The Monro-Kellie doctrine, which dates back over two centuries, defined the cranial vault as a fixed compartment made up of three components: blood, cerebrospinal fluid (CSF), and brain tissue. It established that the sum of the volumes of the brain, CSF, and intracranial blood is constant and that an increase in one compartment causes a compensating decrease in another. Due to compensating mechanisms such as spinal dislocation of CSF or extracranial dislocation of cerebral venous blood, such volume increases initially result in just a tiny or unnoticeable increase in ICP. However, if a crucial threshold of increased volume in any cerebral compartment has been reached, even tiny volume increases can cause an exponential increase in ICP, as seen by the steeper part of the pressure-volume curve (SDC 2: Intracranial compliance curve). It's worth noting that elastance is the proper physiologic term for describing a change in pressure for a given change in volume, whereas compliance is the most commonly used term to describe intracranial dynamics, with poor compliance indicating an increased change in pressure for a given change in volume. Changes in the intracranial pressure waveform are another sign of poor compliance (SDC 3: ICP waveform changes with decrements in compliance).

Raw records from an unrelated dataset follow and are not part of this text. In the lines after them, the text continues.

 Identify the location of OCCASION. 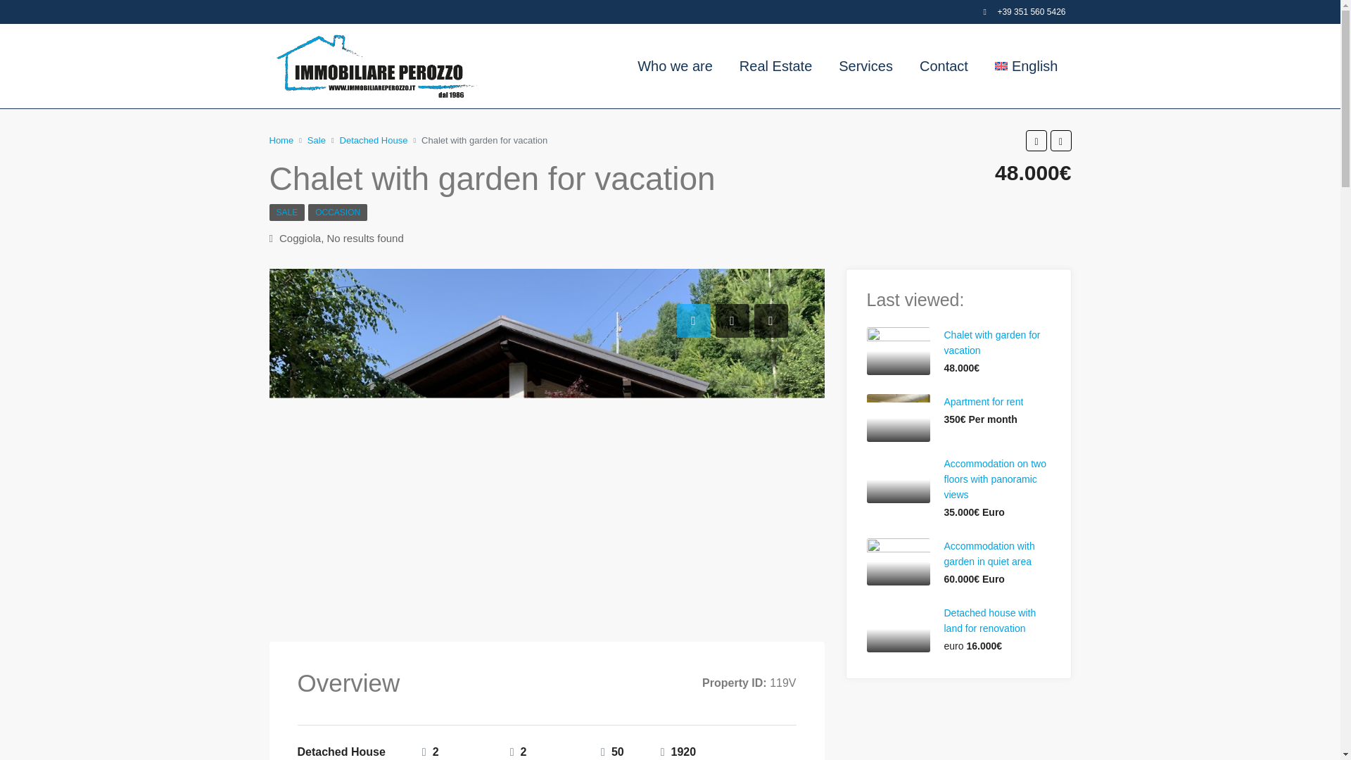
(338, 213).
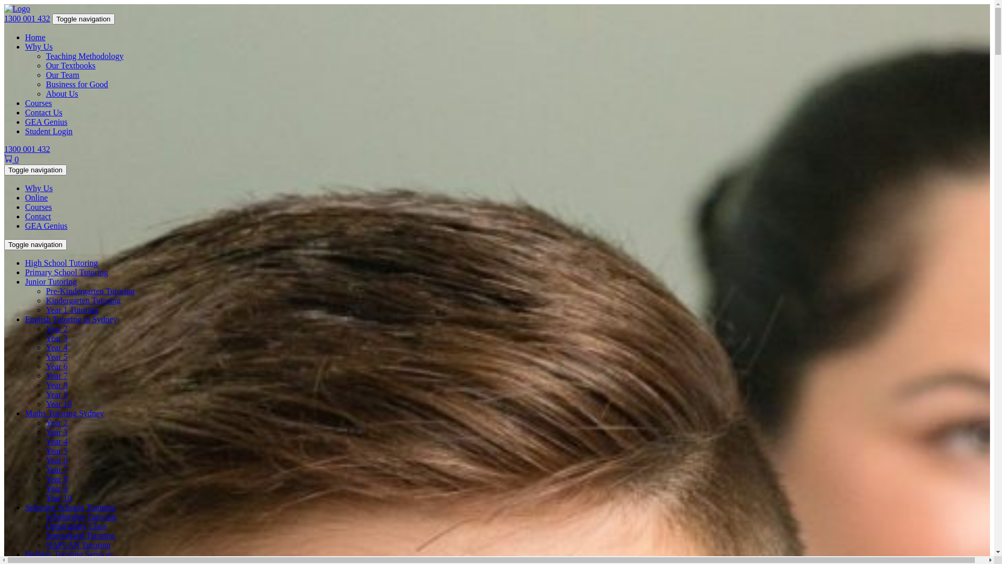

Idiopathic Intracranial Hypertension

The pressure gradient across the cerebrovascular bed that drives cerebral blood flow is known as cerebral perfusion pressure (CPP). It is typically calculated as the difference between mean arterial pressure (MAP) and intracranial pressure (ICP) (or distal venous pressure if greater). Increases in ICP can lower CPP and, as a result, CBF. When ICP reaches critical closing pressure3, CBF, which is normally continuous throughout the cardiac cycle, becomes discontinuous, and there is no flow during diastole. If the intracranial pressure (ICP) exceeds the systolic blood pressure, and intracranial circulatory arrest may occur4 (SDC 4: Cerebral oligemia with decreased CPP). Furthermore, ICP gradients can cause brain tissue shift or herniation, as well as arterial occlusion.

Taxonomy of Intracranial Hypertension

Increased Blood Volume

  • Cerebral Arterial Hypervolemia  ⇾ Autoregulated Active Vasodilation Dysregulated Passive Vasodilation
  • Cerebral Venous Hypervolemia  ⇾ Starling resistor outflow obstruction, Venous sinus obstruction, Very high extracranial venous pressure

Masses and Edema

  • Brain tissue edema - oligemia ⇾ Vasogenic edema, Cytotoxic edema
  • Masses - oligemia ⇾ Intracranial Neoplasia Hematoma

Increased CSF Volume

  • Hydrocephalus ⇾ Communicating, Non-communicating
While these pathophysiologic subsets provide a conceptual framework for approaching intracranial hypertension, it is important to remember that the processes they describe rarely occur in isolation, but rather frequently in combination. A hyperemic process, for example, may increase ICP initially but then contribute to subsequent edema or hemorrhage with further increases in ICP, but now with oligemia. Following is a detailed description of these ICP subsets.